Mandvi more recently did a film written by Sig Libowitz about a series of Guantanamo military tribunal transcripts called The Response, a short film “playing at The Pentagon, was already at the Washington DC Film Festival, and it is a very powerful dramatization about one detainees [experience] taken from a composite of various detainees’ tribunals and it is also taken from actual transcripts of tribunals. It highlights the absurdity of the nature of the military tribunals… it is a kind of paradox on how the detainees have fallen down a rabbit hole. Nothing makes sense and after you see the movie or read the transcripts, to a logical person there is an absence of logic.

It’s the absence of logic in the American justice system that irks Mandvi. He believes that torture has never been proven to “give us anything of value. I think that we could get most people to confess to a horrific crime if you just torture them enough. I think it is proven as not a method that achieves any information we can use. Most of the information achieved by torture is not admissible in court.

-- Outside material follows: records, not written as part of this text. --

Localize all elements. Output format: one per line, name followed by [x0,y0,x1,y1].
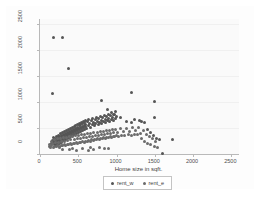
data-point [130,121,133,124]
data-point [154,140,157,143]
data-point [153,100,156,103]
data-point [137,126,140,129]
data-point [104,121,107,124]
data-point [125,127,128,130]
data-point [61,36,64,39]
legend[interactable]: rent_wrent_e [103,176,172,190]
y-axis-tick-label-text: 0 [16,140,24,168]
data-point [122,130,125,133]
data-point [100,99,103,102]
x-axis-title: Home size in sqft. [39,166,238,172]
data-point [112,119,115,122]
data-point [123,134,126,137]
data-point [93,124,96,127]
data-point [149,131,152,134]
data-point [119,116,122,119]
y-axis-tick-label-text: 2000 [16,36,24,64]
data-point [125,120,128,123]
data-point [139,132,142,135]
legend-entry[interactable]: rent_e [143,179,165,187]
y-axis-tick-label: 500 [6,124,34,132]
data-point [107,147,110,150]
data-point [161,152,164,155]
y-axis-tick-label-text: 1500 [16,62,24,90]
data-point [158,138,161,141]
y-axis-tick-label-text: 500 [16,114,24,142]
legend-label: rent_e [149,179,165,187]
data-point [67,67,70,70]
data-point [89,126,92,129]
scatter-plot-figure: 05001000150020002500 0500100015002000250… [0,0,267,205]
y-axis-tick-label-text: 1000 [16,88,24,116]
x-axis-tick-label: 500 [62,157,92,166]
plot-area [39,19,239,155]
x-axis-tick-label: 2000 [177,157,207,166]
data-point [100,122,103,125]
y-axis-tick-label: 2000 [6,46,34,54]
data-point [75,149,78,152]
data-point [142,129,145,132]
data-point [61,148,64,151]
y-axis-tick-label: 1500 [6,72,34,80]
legend-marker-icon [143,182,146,185]
data-point [130,91,133,94]
data-point [87,149,90,152]
data-point [106,108,109,111]
legend-entry[interactable]: rent_w [111,179,134,187]
data-point [98,146,101,149]
data-point [134,129,137,132]
data-point [92,148,95,151]
data-point [128,130,131,133]
data-point [156,146,159,149]
y-axis-tick-label-text: 2500 [16,10,24,38]
y-axis-tick-label: 2500 [6,20,34,28]
data-point [52,36,55,39]
data-point [133,118,136,121]
data-point [108,120,111,123]
data-point [115,115,118,118]
graph-region: 05001000150020002500 0500100015002000250… [6,6,254,189]
x-axis-tick-label: 0 [24,157,54,166]
data-point [85,127,88,130]
data-point [114,110,117,113]
data-point [51,92,54,95]
data-point [97,123,100,126]
x-axis-tick-label: 1000 [101,157,131,166]
data-point [68,148,71,151]
data-point [81,147,84,150]
y-axis-tick-label: 1000 [6,98,34,106]
data-point [143,121,146,124]
y-axis-tick-labels: 05001000150020002500 [6,19,39,154]
legend-marker-icon [111,182,114,185]
data-points-layer [40,19,239,154]
data-point [103,147,106,150]
legend-label: rent_w [117,179,134,187]
x-axis-tick-label: 1500 [139,157,169,166]
x-axis-tick-label: 2500 [215,157,245,166]
data-point [153,116,156,119]
data-point [71,147,74,150]
data-point [171,138,174,141]
data-point [116,131,119,134]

“America, this is what I feel like: Are we living up the standards that we want to spread throughout the world? Or we don’t live up to the standards. It is a very simple equation for me. We don’t want people to torture our guys and people get pissed off when they torture our guys. So you can’t do it. It’s like the nuclear equation: As long as you [US] have a nuclear bomb then everyone else can’t have one. Everyone has one or no one. We’re allowed to have a nuclear bomb, we’re allowed to torture, we can have one, but you’re not allowed to torture and you can’t have one. That is unfair. Even if you’re talking to Iran. Even if you are talking to a nation you feel is irresponsible with that, who is the judge, who judges that? There is only one country that has been to war constantly since 1945 and that is the United States.

“Show respect for the other side who have a different point of view. We can’t go into a country and say we are here to spread democracy and we’re here for the rights of women and freedom and then we do things that have been outlawed by the Magna Carta. You can’t have that hypocrisy. People see that and it invalidates everything we stand for.”

On the current president, he breathes a sigh of relief. “What I love about Obama is that I feel that we now have a president that actually listens… The image of a black man whose middle name is Hussein is the president of the US, the fact that that exists means something that it is a symbol the way the Statue of Liberty is a symbol, but I think America has a long way to go, we’ve already seen the backlash in the eight months that Obama has been president and how much of the underlining fear of him has been generated and brought up and instigated within this country. I do believe a lot of it is directed at him because he is not a white man, that a ‘black man being president will automatically run America inside out.’”

We chat about the word socialism and how the term conjures up images of Hugo Chavez. He believes America is not ready for it; Capitalism has a firm grip. “I grew up in a socialist country, grew up in the UK, so I grew up in both capitalist and socialist societies. I also think that this is country where the consumer culture runs everything. Whether it is the government running everything or whether it is corporations running everything, this country is run by corporate interests. And everything we are a part of is a corporate feeding cycle and every one of us is. It is the reality of the culture and the society. Is it better than socialism? I don’t know. It doesn’t seem that way right now.”